Multi-Agent Orchestration & Safeguards
One agent is useful. Multiple agents working together is powerful β but dangerous without safeguards. Learn how to build orchestrated multi-agent solutions with approval controls and oversight modes.
Why multiple agents?
Multi-agent orchestration is like a team of specialists working together. Instead of one person doing everything, you have an analyst, a reviewer, a decision-maker, and a communicator β each doing what theyβre best at.
One agent might research a problem, another evaluates the findings, a third makes a recommendation, and a fourth presents it to the user. An orchestrator coordinates the whole team β like a project manager ensuring everyone does their part in the right order.
Orchestration patterns
| Feature | Sequential | Parallel | Dynamic Routing |
|---|---|---|---|
| How it works | Agent A finishes, passes to Agent B, then Agent C | Agents A, B, C all work simultaneously | Orchestrator decides which agent to call based on the task |
| Best for | Pipeline processing (extract, analyse, summarise) | Independent sub-tasks (research, translate, format) | Mixed workloads where the right agent depends on input |
| Speed | Slowest (one at a time) | Fastest (all at once) | Variable (adapts to task) |
| Complexity | Low | Medium (need to combine results) | High (routing logic needed) |
| Example | Loan review: extract data, check compliance, generate report | Translate document into 3 languages simultaneously | Customer query: route to billing, tech support, or complaints agent |
Autonomous vs semiautonomous workflows
| Mode | Agent Behaviour | Safeguards | Use Case |
|---|---|---|---|
| Fully autonomous | Agent acts without human intervention | Tool constraints, rate limits, audit logs | Low-risk, well-tested tasks (FAQ answering, data lookup) |
| Semiautonomous | Agent proposes actions, human approves | Approval gates on high-impact actions | High-stakes decisions (financial approvals, medical advice) |
| Advisory only | Agent recommends but never acts | All actions require human execution | New agents in testing, untrusted scenarios |
Approval flow controls
| Control | What It Does | Configuration |
|---|---|---|
| Approval gates | Pause workflow until human approves | Trigger on specific tool calls or conditions |
| Escalation rules | Route to human when confidence is low | Based on agentβs self-assessment or score thresholds |
| Override capability | Human can modify agentβs proposed action | Always available in semiautonomous mode |
| Audit trail | Log every action, approval, and override | Automatic in Foundry tracing |
Real-world example: Atlas Financial's multi-agent loan review
Atlas Financial uses three agents to review loan applications:
Agent 1: Data Extractor (autonomous)
- Extracts applicant data from PDF application using Content Understanding
- Pulls credit score from external API
- Fully autonomous β low risk, no decisions
Agent 2: Compliance Analyst (semiautonomous)
- Reviews application against regulations (Azure AI Search)
- Generates compliance assessment
- Approval gate: If the assessment recommends rejection, a human compliance officer must review before proceeding
Agent 3: Communication Agent (autonomous for approvals, gated for rejections)
- Generates notification to the applicant
- Auto-sends for approved applications
- Approval gate: Rejection notifications require human review of tone and accuracy
Orchestrator: Sequential pipeline β Agent 1 β Agent 2 β Agent 3. If Agent 2 flags a complex case, it escalates directly to a senior analyst (bypassing Agent 3).
Exam tip: Safeguards are not optional
The exam presents autonomous agents as powerful but requiring safeguards. Common traps:
- βThe agent should be fully autonomous for all tasksβ β Wrong for high-stakes decisions
- βAdd approval gates to every actionβ β Wrong for low-risk tasks (slows everything down)
The correct approach is risk-based: low-risk actions = autonomous, high-risk actions = semiautonomous with approval gates.
Key terms
Knowledge check
A customer asks NeuralMed's patient intake system a billing question. The intake agent specialises in medical appointments, not billing. What orchestration pattern should handle this?
Atlas Financial's compliance agent can autonomously approve routine loans and generate reports. For loan rejections, the legal team requires human review. Which configuration is correct?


▶ [Your objective]:
Count the lines in the records below that contain the word "design", and give that figure alone.

▶ [Records supplied]:
☆ ☆ ☆ ☆

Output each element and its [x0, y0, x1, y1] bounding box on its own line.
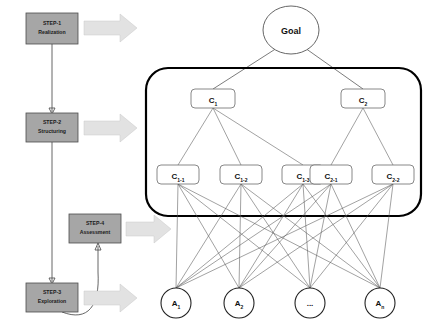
block-arrow-step3 [84, 284, 137, 312]
block-arrow-right-icon-2 [84, 114, 137, 142]
step-2-line2: Structuring [38, 128, 66, 134]
edge-c1-c11 [178, 108, 213, 165]
edge-c21-a3 [310, 184, 331, 288]
diagram-canvas: STEP-1 Realization STEP-2 Structuring ST… [0, 0, 431, 329]
ahp-diagram: STEP-1 Realization STEP-2 Structuring ST… [0, 0, 431, 329]
step-4-line1: STEP-4 [86, 220, 104, 226]
step-3-line1: STEP-3 [43, 289, 61, 295]
edge-c13-a2 [239, 184, 303, 288]
subcriterion-node-2-1[interactable]: C2-1 [310, 165, 352, 184]
block-arrow-right-icon-1 [84, 14, 137, 42]
alternative-node-ellipsis[interactable]: ... [295, 288, 325, 318]
step-4-line2: Assessment [80, 229, 111, 235]
c1-sub: 1 [215, 101, 218, 107]
step-1-line1: STEP-1 [43, 20, 61, 26]
step-box-group-4[interactable]: STEP-4 Assessment [69, 214, 121, 243]
a1-sub: 1 [178, 304, 181, 310]
step-2-line1: STEP-2 [43, 119, 61, 125]
goal-label: Goal [281, 26, 301, 36]
an-sub: n [381, 304, 384, 310]
c2-sub: 2 [365, 101, 368, 107]
c1-2-sub: 1-2 [240, 177, 247, 183]
edge-c13-a3 [303, 184, 310, 288]
step-box-group-2[interactable]: STEP-2 Structuring [26, 113, 78, 142]
alternative-node-n[interactable]: An [365, 288, 395, 318]
criterion-node-2[interactable]: C2 [341, 89, 385, 108]
edge-c2-c22 [363, 108, 393, 165]
c1-3-sub: 1-3 [302, 177, 309, 183]
c2-1-sub: 2-1 [330, 177, 337, 183]
block-arrow-step4 [126, 215, 171, 243]
a-ellipsis-base: ... [307, 299, 314, 308]
c1-1-sub: 1-1 [177, 177, 184, 183]
step-box-group-3[interactable]: STEP-3 Exploration [26, 283, 78, 312]
edge-c12-a3 [241, 184, 310, 288]
edges-criteria-to-subcriteria [178, 108, 393, 165]
a2-sub: 2 [241, 304, 244, 310]
subcriterion-node-1-2[interactable]: C1-2 [220, 165, 262, 184]
edge-c22-a4 [380, 184, 393, 288]
edge-c11-a1 [176, 184, 178, 288]
block-arrow-right-icon-3 [84, 284, 137, 312]
alternative-node-1[interactable]: A1 [161, 288, 191, 318]
step-box-group-1[interactable]: STEP-1 Realization [26, 13, 78, 44]
subcriterion-node-2-2[interactable]: C2-2 [372, 165, 414, 184]
edge-c13-a4 [303, 184, 380, 288]
step-3-line2: Exploration [38, 298, 67, 304]
criterion-node-1[interactable]: C1 [191, 89, 235, 108]
block-arrow-right-icon-4 [126, 215, 171, 243]
edge-c21-a4 [331, 184, 380, 288]
block-arrow-step2 [84, 114, 137, 142]
alternative-node-2[interactable]: A2 [224, 288, 254, 318]
edge-c22-a3 [310, 184, 393, 288]
goal-node[interactable]: Goal [263, 6, 319, 54]
edges-subcriteria-to-alternatives [176, 184, 393, 288]
subcriterion-node-1-1[interactable]: C1-1 [157, 165, 199, 184]
step-1-line2: Realization [38, 29, 65, 35]
edge-c11-a3 [178, 184, 310, 288]
c2-2-sub: 2-2 [392, 177, 399, 183]
edge-c2-c21 [331, 108, 363, 165]
edge-c1-c13 [213, 108, 303, 165]
block-arrow-step1 [84, 14, 137, 42]
process-flow-connectors [49, 44, 101, 315]
a-ellipsis-label: ... [307, 299, 314, 308]
edge-c21-a1 [176, 184, 331, 288]
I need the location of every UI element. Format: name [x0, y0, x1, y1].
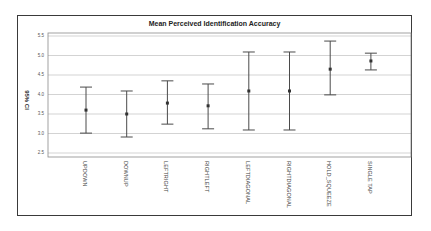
gridlines — [48, 36, 411, 153]
y-tick-label: 4.5 — [24, 72, 44, 77]
x-tick-label: UPDOWN — [82, 161, 88, 187]
error-bar — [161, 81, 173, 124]
x-tick-label: SINGLE TAP — [367, 161, 373, 194]
y-tick-label: 5.0 — [24, 53, 44, 58]
x-tick-label: LEFTDIAGONAL — [245, 161, 251, 204]
y-tick-label: 5.5 — [24, 33, 44, 38]
plot-border — [48, 33, 411, 157]
x-tick-label: HOLD_SQUEEZE — [326, 161, 332, 207]
x-tick-label: LEFTRIGHT — [163, 161, 169, 192]
y-tick-label: 3.0 — [24, 131, 44, 136]
x-tick-label: DOWNUP — [123, 161, 129, 187]
error-bar — [202, 84, 214, 129]
error-bar — [243, 52, 255, 130]
plot-area — [0, 0, 431, 231]
x-tick-label: RIGHTLEFT — [204, 161, 210, 192]
y-tick-label: 3.5 — [24, 111, 44, 116]
error-bar — [284, 52, 296, 130]
y-tick-label: 4.0 — [24, 92, 44, 97]
error-bar — [324, 41, 336, 95]
y-tick-label: 2.5 — [24, 150, 44, 155]
x-tick-label: RIGHTDIAGONAL — [286, 161, 292, 208]
error-bar — [80, 87, 92, 133]
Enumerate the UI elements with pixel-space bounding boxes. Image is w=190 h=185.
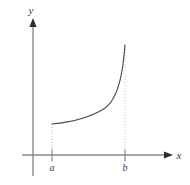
tick-label-a: a	[50, 162, 55, 173]
x-axis-arrowhead	[164, 151, 173, 158]
figure-container: y x a b	[0, 0, 190, 185]
y-axis-arrowhead	[29, 18, 36, 27]
tick-label-b: b	[123, 162, 128, 173]
increasing-asymptotic-curve	[52, 45, 125, 124]
y-axis-label: y	[28, 4, 34, 16]
x-axis-label: x	[176, 149, 182, 161]
graph-canvas: y x a b	[0, 0, 190, 185]
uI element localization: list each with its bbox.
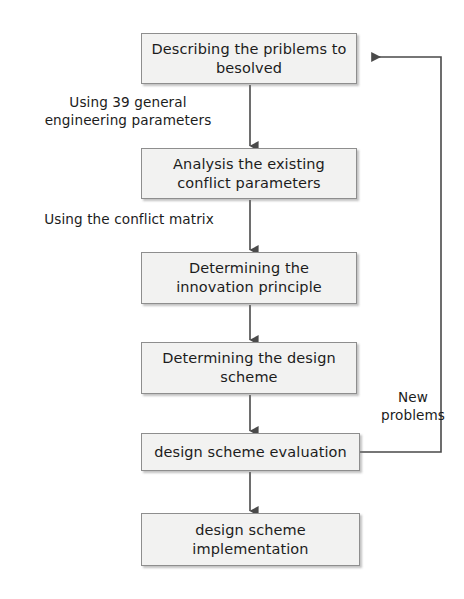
node-label: design scheme implementation [192,521,308,558]
node-label: Determining the innovation principle [176,259,322,296]
flowchart-canvas: Describing the priblems to besolved Anal… [0,0,464,599]
node-describing-problems[interactable]: Describing the priblems to besolved [141,33,357,84]
node-determining-innovation-principle[interactable]: Determining the innovation principle [141,252,357,304]
node-determining-design-scheme[interactable]: Determining the design scheme [141,342,357,394]
node-design-scheme-evaluation[interactable]: design scheme evaluation [141,433,360,471]
edge-label-39-engineering-parameters: Using 39 general engineering parameters [24,94,232,130]
edge-label-new-problems: New problems [370,389,456,425]
node-label: design scheme evaluation [154,443,347,462]
node-label: Analysis the existing conflict parameter… [173,155,325,192]
node-label: Determining the design scheme [162,349,335,386]
node-analysis-conflict-parameters[interactable]: Analysis the existing conflict parameter… [141,148,357,199]
edge-label-conflict-matrix: Using the conflict matrix [26,211,232,229]
node-label: Describing the priblems to besolved [151,40,346,77]
node-design-scheme-implementation[interactable]: design scheme implementation [141,513,360,566]
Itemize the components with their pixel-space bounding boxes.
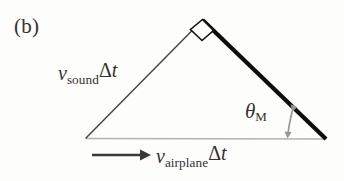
label-airplane-subscript: airplane bbox=[165, 155, 208, 170]
panel-label: (b) bbox=[14, 16, 39, 37]
figure-panel-b: (b) vsoundΔt vairplaneΔt θM bbox=[0, 0, 344, 181]
label-airplane-variable: v bbox=[156, 145, 165, 167]
right-angle-marker-icon bbox=[191, 20, 214, 41]
label-sound-distance: vsoundΔt bbox=[58, 60, 117, 86]
label-mach-angle-symbol: θ bbox=[245, 99, 255, 123]
label-airplane-delta: Δ bbox=[208, 142, 221, 164]
velocity-direction-arrow-icon bbox=[92, 150, 151, 161]
label-sound-delta-t: Δt bbox=[99, 60, 117, 80]
label-sound-subscript: sound bbox=[67, 72, 99, 87]
triangle-base-edge bbox=[86, 139, 326, 140]
label-airplane-t: t bbox=[221, 142, 227, 164]
label-sound-delta: Δ bbox=[99, 59, 112, 81]
label-airplane-distance: vairplaneΔt bbox=[156, 143, 227, 169]
label-mach-angle: θM bbox=[245, 101, 267, 123]
label-mach-angle-subscript: M bbox=[255, 109, 267, 124]
label-sound-variable: v bbox=[58, 62, 67, 84]
label-sound-t: t bbox=[112, 59, 118, 81]
label-airplane-delta-t: Δt bbox=[208, 143, 226, 163]
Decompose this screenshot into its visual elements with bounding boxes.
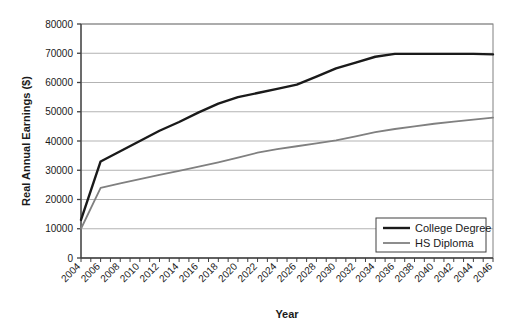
legend-label-hs-diploma: HS Diploma (415, 237, 475, 249)
y-tick-label: 10000 (45, 223, 73, 234)
legend-label-college-degree: College Degree (415, 222, 491, 234)
y-tick-label: 40000 (45, 136, 73, 147)
chart-canvas: 0100002000030000400005000060000700008000… (0, 0, 516, 330)
x-tick-label: 2020 (216, 260, 240, 284)
x-tick-label: 2030 (314, 260, 338, 284)
x-tick-label: 2012 (137, 260, 161, 284)
x-tick-label: 2026 (275, 260, 299, 284)
x-tick-label: 2018 (196, 260, 220, 284)
y-tick-label: 80000 (45, 19, 73, 30)
x-tick-label: 2022 (235, 260, 259, 284)
x-tick-label: 2010 (118, 260, 142, 284)
y-tick-label: 50000 (45, 106, 73, 117)
y-tick-label: 20000 (45, 194, 73, 205)
x-tick-label: 2032 (334, 260, 358, 284)
y-tick-label: 70000 (45, 48, 73, 59)
x-tick-label: 2034 (353, 260, 377, 284)
y-tick-label: 30000 (45, 165, 73, 176)
y-axis-title: Real Annual Earnings ($) (20, 76, 32, 206)
x-axis-title: Year (275, 308, 299, 320)
x-tick-label: 2036 (373, 260, 397, 284)
line-chart: 0100002000030000400005000060000700008000… (0, 0, 516, 330)
x-tick-label: 2044 (451, 260, 475, 284)
x-tick-label: 2046 (471, 260, 495, 284)
x-tick-label: 2024 (255, 260, 279, 284)
x-tick-label: 2042 (432, 260, 456, 284)
x-tick-label: 2040 (412, 260, 436, 284)
x-tick-label: 2016 (177, 260, 201, 284)
x-tick-label: 2038 (392, 260, 416, 284)
x-tick-label: 2008 (98, 260, 122, 284)
x-tick-label: 2004 (59, 260, 83, 284)
x-axis-ticks: 2004200620082010201220142016201820202022… (59, 258, 495, 284)
x-tick-label: 2006 (79, 260, 103, 284)
y-axis-ticks: 0100002000030000400005000060000700008000… (45, 19, 81, 264)
y-tick-label: 60000 (45, 77, 73, 88)
legend: College Degree HS Diploma (376, 218, 491, 252)
x-tick-label: 2028 (294, 260, 318, 284)
x-tick-label: 2014 (157, 260, 181, 284)
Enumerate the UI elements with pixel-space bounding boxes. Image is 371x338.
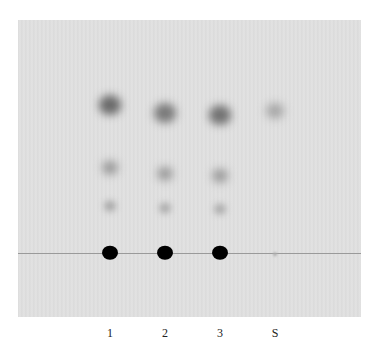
lane-label-1: 1 [107,326,113,338]
spot-lane-1 [104,201,116,212]
baseline [18,253,361,254]
spot-lane-s [273,252,277,256]
lane-label-s: S [272,326,279,338]
lane-label-3: 3 [217,326,223,338]
spot-lane-2 [154,103,176,123]
spot-lane-3 [214,204,226,215]
spot-lane-1 [99,95,121,115]
spot-lane-3 [209,105,231,125]
spot-lane-2 [159,203,171,214]
tlc-plate [18,20,361,317]
lane-label-2: 2 [162,326,168,338]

☆ ☆ ☆ ☆

▶ [Solution]:
6